Blakely's generous reading of both the strengths and weaknesses of liberalism, and of the other ideologies he surveys, extends beyond his assessment of the flawed geniuses that inspired them. For example, he notes:

Again, there is a cultural force to the Lockean map: not meddling in a neighbour's own answer to basic existential questions is a sign of respect for their freedom and independence. Although it might sometimes fall into indifferentism or vulgar relativism, it can also encompass a high standard of the affirmation of human dignity. … Lockean-inspired liberalism is anti-paternalistic and promises a kind of universal adulthood based on the rational and independent exercise of one's own faculties.

These obvious strengths must be balanced against the weakness of the Lockean map. "The primordial myth of a contract gives Lockeans their peculiar cultural perception that all relations are chosen and consensual," Blakely writes. It is a more damning observation than most liberals want to admit and has, at times, made liberals blind to the sufferings of others. Further problems emerge: "If those committed to liberal politics attempt to impose an education inculcating liberal ways of thinking, civility, and tolerant speech, then this appears to violate the sovereign self-ownership of individual rights." These cultural challenges were not addressed by Locke or other early liberal theorists because "they expected a liberalism of interests and sentiments to be innate to the human condition." As we are witnessing in our own time, this cultural blindness is one reason why liberals always seem surprised when the institutions they took such care to erect as protection for the liberal regime prove flimsier than thought.

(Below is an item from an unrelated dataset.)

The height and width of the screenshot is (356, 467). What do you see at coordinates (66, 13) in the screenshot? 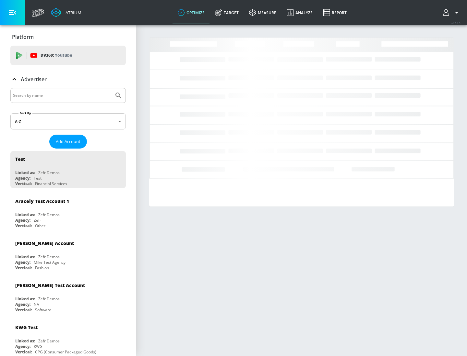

Blakely goes on to examine the utilitarian turn in liberal thought begun by Jeremy Bentham and furthered by John Stuart Mill. Along the way, Blakely makes some keen observations. "Genius, according to Mill, by definition broke out of conforming patterns of belief and practice. To put it somewhat playfully: the genius of liberalism was its ability to guard the freedom that made for geniuses. … Of course, Mill conceded that many nonconformists were simply cranks and kooks. But he believed society had no way of eliminating all frauds without also snuffing out all geniuses." Such an observation is not merely interesting. Blake builds on it to make an important conclusion about the historical trajectory of liberalism's ideology:

For Mill, all of society benefitted from those willing to stand out and risk being perceived as odd in order to follow their own conscience. This marks a dramatic ideological evolution of classical liberalism to not only absorb utilitarian principles but also romanticism's vision of genius as authentic and nonconforming.

It is rewarding to find such incisive and generous accounts of the ideas of others, and even more when those accounts lead to large cultural conclusions that strike the reader as eminently sound. Blakely's thinking is careful. He doesn't rush out on a limb, but tests it and describes it and learns a great deal about the limb before going out upon it to look back at the trunk from a different angle. There is, too, this essential insight that runs from the first to the last page, that ideology is a cultural product that requires the kind of humanistic attentiveness we afford literature and music and other cultural products. This insight about culture is not only important in its own right, it also keeps the discussion from becoming too abstract and abstruse.

We'll wrap up this review on Monday.